Buzzati, Dino - Novel 01 by The Tartar Steppe (v2.1)

Buzzati, Dino - Novel 01 by The Tartar Steppe (v2.1)

Author:The Tartar Steppe (v2.1)
Language: eng
Format: mobi
Published: 0101-01-01T00:00:00+00:00


14

THE expedition to trace the unexplored stretch of frontier left the next day at dawn. In command was Monti, the huge captain, accompanied by Lieutenant Angustina and a sergeant-major. Each of the three had been entrusted with the password for that day and for the four following days. It was highly improbable that all three of them would perish; in any case the most senior surviving soldier would have had powers to open his superior officers' jackets, if they were dead or had fainted, to search in the little inside pocket and take from it the sealed envelope containing the secret pass for re-entering the Fort.

As the sun rose, some forty armed men emerged from the walls of the Fort. Captain Monti wore heavy nailed boots like those of his men. Only Angustina wore jackboots ; before they left, the captain had looked at them with extreme curiosity but had said nothing.

They descended a hundred yards or so over the stony road, then struck across to the right towards the mouth of a narrow rocky valley which ran into the heart of the mountain.

They had been walking for half an hour when the captain said : "You'll have hard going with these," and pointed to Angustina's jackboots.

Angustina said nothing.

"I don't want to have to stop," the captain went on after a little. "They'll hurt you, you'll see."

"It's too late now," replied Angustina, "you could have told me sooner, if that is the case."

"Either way it would have come to the same thing," retorted Monti. "I know you, Angustina, you would have put them on just the same."

Monti could not stand him. With all the airs you give yourself, he thought, I'll show you soon. And he forced the pace to the utmost even up the steepest slopes, knowing that Angustina was not strong. Meanwhile they had come close to the base of the cliffs. The loose stones had grown smaller and their feet sank into them exhaustingly.

"Usually there is a devilish wind blowing down this gorge," said the captain. "But today it's fine."

Lieutenant Angustina said nothing.

"It's a good job there's no sun," Monti went on. "It's good going today."

"Then you have been here already?" asked Angustina.

"Once," answered Monti, "we had to look for a deserter."

He broke off the last word because the noise of a stonefall had come from high up on a grey overhanging wall of rock. They could hear the crash of the boulders exploding against the crags and rebounding wildly down into the abyss amidst clouds of dust. A crash of thunder was thrown from cliff to cliff. The mysterious stonefall continued for some minutes in the heart of the crags, but died away in the gullies before reaching the foot; only two or three stones reached the screes where the soldiers were climbing.

All had fallen silent—in the roaring of the stonefall they had felt the presence of a hostile power. Monti looked at Angustina with a vague air of distrust. He hoped he would be afraid, but not at all.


Assignment> Nothing but the text should be carried over: reproduce all the data exactly and leave out every image.

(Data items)
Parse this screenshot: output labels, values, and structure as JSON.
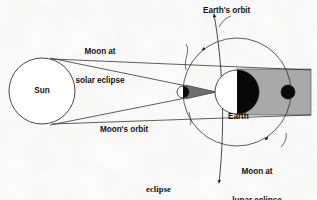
{
  "figure": {
    "caption": "eclipse",
    "bodies": {
      "sun": {
        "label": "Sun",
        "cx": 42,
        "cy": 91,
        "r": 33,
        "fill": "#ffffff",
        "stroke": "#2a2a2a"
      },
      "earth": {
        "label": "Earth",
        "cx": 237,
        "cy": 92,
        "r": 22,
        "fill": "#ffffff",
        "night_fill": "#080808"
      },
      "moon_solar": {
        "label": "Moon at\nsolar eclipse",
        "cx": 183,
        "cy": 92,
        "r": 6,
        "fill": "#ffffff",
        "night_fill": "#080808"
      },
      "moon_lunar": {
        "label": "Moon at\nlunar eclipse",
        "cx": 288,
        "cy": 92,
        "r": 7,
        "fill": "#080808"
      }
    },
    "orbits": {
      "moon_orbit": {
        "label": "Moon's orbit",
        "cx": 237,
        "cy": 92,
        "r": 54,
        "stroke": "#2a2a2a"
      },
      "earth_orbit": {
        "label": "Earth's orbit",
        "stroke": "#2a2a2a"
      }
    },
    "shadow": {
      "umbra_fill": "#a9a9a9",
      "moon_shadow_fill": "#6e6e6e"
    },
    "labels": [
      {
        "id": "moon-solar-label",
        "line1": "Moon at",
        "line2": "solar eclipse",
        "x": 100,
        "y": 32
      },
      {
        "id": "earth-orbit-label",
        "line1": "Earth's orbit",
        "line2": "",
        "x": 233,
        "y": 9
      },
      {
        "id": "moons-orbit-label",
        "line1": "Moon's orbit",
        "line2": "",
        "x": 136,
        "y": 128
      },
      {
        "id": "earth-label",
        "line1": "Earth",
        "line2": "",
        "x": 232,
        "y": 116
      },
      {
        "id": "moon-lunar-label",
        "line1": "Moon at",
        "line2": "lunar eclipse",
        "x": 257,
        "y": 152
      },
      {
        "id": "sun-label",
        "line1": "Sun",
        "line2": "",
        "x": 42,
        "y": 87
      }
    ]
  }
}
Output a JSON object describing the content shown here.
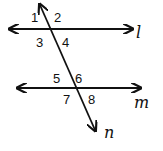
{
  "diagram": {
    "lines": [
      {
        "id": "l",
        "label": "l",
        "kind": "parallel",
        "x1": 10,
        "y1": 29,
        "x2": 132,
        "y2": 29
      },
      {
        "id": "m",
        "label": "m",
        "kind": "parallel",
        "x1": 18,
        "y1": 88,
        "x2": 140,
        "y2": 88
      },
      {
        "id": "n",
        "label": "n",
        "kind": "transversal",
        "x1": 40,
        "y1": 5,
        "x2": 95,
        "y2": 130
      }
    ],
    "angles": [
      {
        "label": "1",
        "x": 31,
        "y": 22
      },
      {
        "label": "2",
        "x": 54,
        "y": 22
      },
      {
        "label": "3",
        "x": 37,
        "y": 46
      },
      {
        "label": "4",
        "x": 62,
        "y": 46
      },
      {
        "label": "5",
        "x": 53,
        "y": 83
      },
      {
        "label": "6",
        "x": 75,
        "y": 83
      },
      {
        "label": "7",
        "x": 63,
        "y": 104
      },
      {
        "label": "8",
        "x": 88,
        "y": 104
      }
    ],
    "line_labels": {
      "l": "l",
      "m": "m",
      "n": "n"
    },
    "colors": {
      "stroke": "#111111",
      "background": "#ffffff"
    }
  }
}
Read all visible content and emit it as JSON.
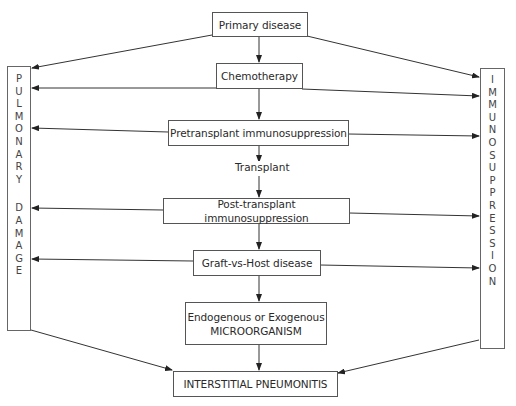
{
  "diagram": {
    "nodes": {
      "primary": "Primary disease",
      "chemo": "Chemotherapy",
      "pretransplant": "Pretransplant immunosuppression",
      "transplant_label": "Transplant",
      "posttransplant": "Post-transplant immunosuppression",
      "gvhd": "Graft-vs-Host disease",
      "micro_line1": "Endogenous or Exogenous",
      "micro_line2": "MICROORGANISM",
      "pneumonitis": "INTERSTITIAL PNEUMONITIS"
    },
    "left_column": {
      "word1": [
        "P",
        "U",
        "L",
        "M",
        "O",
        "N",
        "A",
        "R",
        "Y"
      ],
      "word2": [
        "D",
        "A",
        "M",
        "A",
        "G",
        "E"
      ],
      "text": "PULMONARY DAMAGE"
    },
    "right_column": {
      "letters": [
        "I",
        "M",
        "M",
        "U",
        "N",
        "O",
        "S",
        "U",
        "P",
        "P",
        "R",
        "E",
        "S",
        "S",
        "I",
        "O",
        "N"
      ],
      "text": "IMMUNOSUPPRESSION"
    },
    "edges": [
      {
        "from": "Primary disease",
        "to": "Chemotherapy"
      },
      {
        "from": "Chemotherapy",
        "to": "Pretransplant immunosuppression"
      },
      {
        "from": "Pretransplant immunosuppression",
        "to": "Post-transplant immunosuppression",
        "label": "Transplant"
      },
      {
        "from": "Post-transplant immunosuppression",
        "to": "Graft-vs-Host disease"
      },
      {
        "from": "Graft-vs-Host disease",
        "to": "Endogenous or Exogenous MICROORGANISM"
      },
      {
        "from": "Endogenous or Exogenous MICROORGANISM",
        "to": "INTERSTITIAL PNEUMONITIS"
      },
      {
        "from": "Primary disease",
        "to": "PULMONARY DAMAGE"
      },
      {
        "from": "Primary disease",
        "to": "IMMUNOSUPPRESSION"
      },
      {
        "from": "Chemotherapy",
        "to": "PULMONARY DAMAGE"
      },
      {
        "from": "Chemotherapy",
        "to": "IMMUNOSUPPRESSION"
      },
      {
        "from": "Pretransplant immunosuppression",
        "to": "PULMONARY DAMAGE"
      },
      {
        "from": "Pretransplant immunosuppression",
        "to": "IMMUNOSUPPRESSION"
      },
      {
        "from": "Post-transplant immunosuppression",
        "to": "PULMONARY DAMAGE"
      },
      {
        "from": "Post-transplant immunosuppression",
        "to": "IMMUNOSUPPRESSION"
      },
      {
        "from": "Graft-vs-Host disease",
        "to": "PULMONARY DAMAGE"
      },
      {
        "from": "Graft-vs-Host disease",
        "to": "IMMUNOSUPPRESSION"
      },
      {
        "from": "PULMONARY DAMAGE",
        "to": "INTERSTITIAL PNEUMONITIS"
      },
      {
        "from": "IMMUNOSUPPRESSION",
        "to": "INTERSTITIAL PNEUMONITIS"
      }
    ]
  }
}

Solution to this task>
Parse this screenshot: output labels, values, and structure as JSON.
{
  "figure": {
    "caption": "eclipse",
    "bodies": {
      "sun": {
        "label": "Sun",
        "cx": 42,
        "cy": 91,
        "r": 33,
        "fill": "#ffffff",
        "stroke": "#2a2a2a"
      },
      "earth": {
        "label": "Earth",
        "cx": 237,
        "cy": 92,
        "r": 22,
        "fill": "#ffffff",
        "night_fill": "#080808"
      },
      "moon_solar": {
        "label": "Moon at\nsolar eclipse",
        "cx": 183,
        "cy": 92,
        "r": 6,
        "fill": "#ffffff",
        "night_fill": "#080808"
      },
      "moon_lunar": {
        "label": "Moon at\nlunar eclipse",
        "cx": 288,
        "cy": 92,
        "r": 7,
        "fill": "#080808"
      }
    },
    "orbits": {
      "moon_orbit": {
        "label": "Moon's orbit",
        "cx": 237,
        "cy": 92,
        "r": 54,
        "stroke": "#2a2a2a"
      },
      "earth_orbit": {
        "label": "Earth's orbit",
        "stroke": "#2a2a2a"
      }
    },
    "shadow": {
      "umbra_fill": "#a9a9a9",
      "moon_shadow_fill": "#6e6e6e"
    },
    "labels": [
      {
        "id": "moon-solar-label",
        "line1": "Moon at",
        "line2": "solar eclipse",
        "x": 100,
        "y": 32
      },
      {
        "id": "earth-orbit-label",
        "line1": "Earth's orbit",
        "line2": "",
        "x": 233,
        "y": 9
      },
      {
        "id": "moons-orbit-label",
        "line1": "Moon's orbit",
        "line2": "",
        "x": 136,
        "y": 128
      },
      {
        "id": "earth-label",
        "line1": "Earth",
        "line2": "",
        "x": 232,
        "y": 116
      },
      {
        "id": "moon-lunar-label",
        "line1": "Moon at",
        "line2": "lunar eclipse",
        "x": 257,
        "y": 152
      },
      {
        "id": "sun-label",
        "line1": "Sun",
        "line2": "",
        "x": 42,
        "y": 87
      }
    ]
  }
}
Output a JSON object describing the content shown here.
{
  "diagram": {
    "lines": [
      {
        "id": "l",
        "label": "l",
        "kind": "parallel",
        "x1": 10,
        "y1": 29,
        "x2": 132,
        "y2": 29
      },
      {
        "id": "m",
        "label": "m",
        "kind": "parallel",
        "x1": 18,
        "y1": 88,
        "x2": 140,
        "y2": 88
      },
      {
        "id": "n",
        "label": "n",
        "kind": "transversal",
        "x1": 40,
        "y1": 5,
        "x2": 95,
        "y2": 130
      }
    ],
    "angles": [
      {
        "label": "1",
        "x": 31,
        "y": 22
      },
      {
        "label": "2",
        "x": 54,
        "y": 22
      },
      {
        "label": "3",
        "x": 37,
        "y": 46
      },
      {
        "label": "4",
        "x": 62,
        "y": 46
      },
      {
        "label": "5",
        "x": 53,
        "y": 83
      },
      {
        "label": "6",
        "x": 75,
        "y": 83
      },
      {
        "label": "7",
        "x": 63,
        "y": 104
      },
      {
        "label": "8",
        "x": 88,
        "y": 104
      }
    ],
    "line_labels": {
      "l": "l",
      "m": "m",
      "n": "n"
    },
    "colors": {
      "stroke": "#111111",
      "background": "#ffffff"
    }
  }
}
Read all visible content and emit it as JSON.
{
  "diagram": {
    "nodes": {
      "primary": "Primary disease",
      "chemo": "Chemotherapy",
      "pretransplant": "Pretransplant immunosuppression",
      "transplant_label": "Transplant",
      "posttransplant": "Post-transplant immunosuppression",
      "gvhd": "Graft-vs-Host disease",
      "micro_line1": "Endogenous or Exogenous",
      "micro_line2": "MICROORGANISM",
      "pneumonitis": "INTERSTITIAL PNEUMONITIS"
    },
    "left_column": {
      "word1": [
        "P",
        "U",
        "L",
        "M",
        "O",
        "N",
        "A",
        "R",
        "Y"
      ],
      "word2": [
        "D",
        "A",
        "M",
        "A",
        "G",
        "E"
      ],
      "text": "PULMONARY DAMAGE"
    },
    "right_column": {
      "letters": [
        "I",
        "M",
        "M",
        "U",
        "N",
        "O",
        "S",
        "U",
        "P",
        "P",
        "R",
        "E",
        "S",
        "S",
        "I",
        "O",
        "N"
      ],
      "text": "IMMUNOSUPPRESSION"
    },
    "edges": [
      {
        "from": "Primary disease",
        "to": "Chemotherapy"
      },
      {
        "from": "Chemotherapy",
        "to": "Pretransplant immunosuppression"
      },
      {
        "from": "Pretransplant immunosuppression",
        "to": "Post-transplant immunosuppression",
        "label": "Transplant"
      },
      {
        "from": "Post-transplant immunosuppression",
        "to": "Graft-vs-Host disease"
      },
      {
        "from": "Graft-vs-Host disease",
        "to": "Endogenous or Exogenous MICROORGANISM"
      },
      {
        "from": "Endogenous or Exogenous MICROORGANISM",
        "to": "INTERSTITIAL PNEUMONITIS"
      },
      {
        "from": "Primary disease",
        "to": "PULMONARY DAMAGE"
      },
      {
        "from": "Primary disease",
        "to": "IMMUNOSUPPRESSION"
      },
      {
        "from": "Chemotherapy",
        "to": "PULMONARY DAMAGE"
      },
      {
        "from": "Chemotherapy",
        "to": "IMMUNOSUPPRESSION"
      },
      {
        "from": "Pretransplant immunosuppression",
        "to": "PULMONARY DAMAGE"
      },
      {
        "from": "Pretransplant immunosuppression",
        "to": "IMMUNOSUPPRESSION"
      },
      {
        "from": "Post-transplant immunosuppression",
        "to": "PULMONARY DAMAGE"
      },
      {
        "from": "Post-transplant immunosuppression",
        "to": "IMMUNOSUPPRESSION"
      },
      {
        "from": "Graft-vs-Host disease",
        "to": "PULMONARY DAMAGE"
      },
      {
        "from": "Graft-vs-Host disease",
        "to": "IMMUNOSUPPRESSION"
      },
      {
        "from": "PULMONARY DAMAGE",
        "to": "INTERSTITIAL PNEUMONITIS"
      },
      {
        "from": "IMMUNOSUPPRESSION",
        "to": "INTERSTITIAL PNEUMONITIS"
      }
    ]
  }
}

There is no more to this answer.